A single injection of a-GalCer into recipient mice
significantly reduced morbidity and mortality of graft-vs-
host disease (56). This was dependent on stimulation of host
iNKT cells and Th2 deviation of donor T cells.
Although iNKT cells exhibit potent therapeutic proper-
ties in a number of diseases, iNKT-cell activation can also
exacerbate disease such as allergic reactions and atheroscle-
rosis in mice (33, 55).
Conclusions and outlook
iNKT cells are unique lymphocytes that bridge the innate
and adaptive immune systems. These cells acquire their
innate-like phenotype during thymic development by
interaction with CD1d–glycolipid complexes on double-
positive cells and under direction of the transcription factor
PLZF. iNKT cells can respond to endogenous and exo-
genous glycolipid antigens but can also become activated
indirectly by cytokine-driven mechanisms. Quickly after
activation, these cells produce a variety of cytokines with
potent immunomodulatory activities, but they then enter
a period of quiescence. iNKT cells regulate a variety of
immune responses. iNKT-cell ligands exhibit potent
immune-enhancing properties that are being exploited for
the development of vaccine adjuvants. iNKT-cell activation
also has therapeutic effects in mice, and clinical trials with
a-GalCer for cancer are underway. The preclinical studies
with a-GalCer and related iNKT-cell antigens have also
shown potential risks associated with iNKT-cell activation
that will need to be overcome in order to develop safe and
effective iNKT-cell-based vaccine adjuvants and therapies.

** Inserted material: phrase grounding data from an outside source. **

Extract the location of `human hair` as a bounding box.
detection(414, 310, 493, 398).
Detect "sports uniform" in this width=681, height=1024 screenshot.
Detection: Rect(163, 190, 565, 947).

Future studies should focus on developing means to better
control the outcome of iNKT-cell activation on immune
responses and disease using diverse treatment modalities
and within genetically diverse hosts.
Acknowledgments
We apologize to colleagues whose work we did not cite
because of space constraints or omission. We thank many
colleagues, especially Dr Sebastian Joyce (Vanderbilt
University School of Medicine), for helpful discussions.
The authors’ work was supported by grants from the
National Institutes of Health (to LVK), a discovery grant
from the Diabetes Research and Training Center at
Vanderbilt University School of Medicine (to LW), a pre-
doctoral fellowship from the National Institutes of Health
(to CLG), and a postdoctoral fellowship from the National
Multiple Sclerosis Society (to VVP).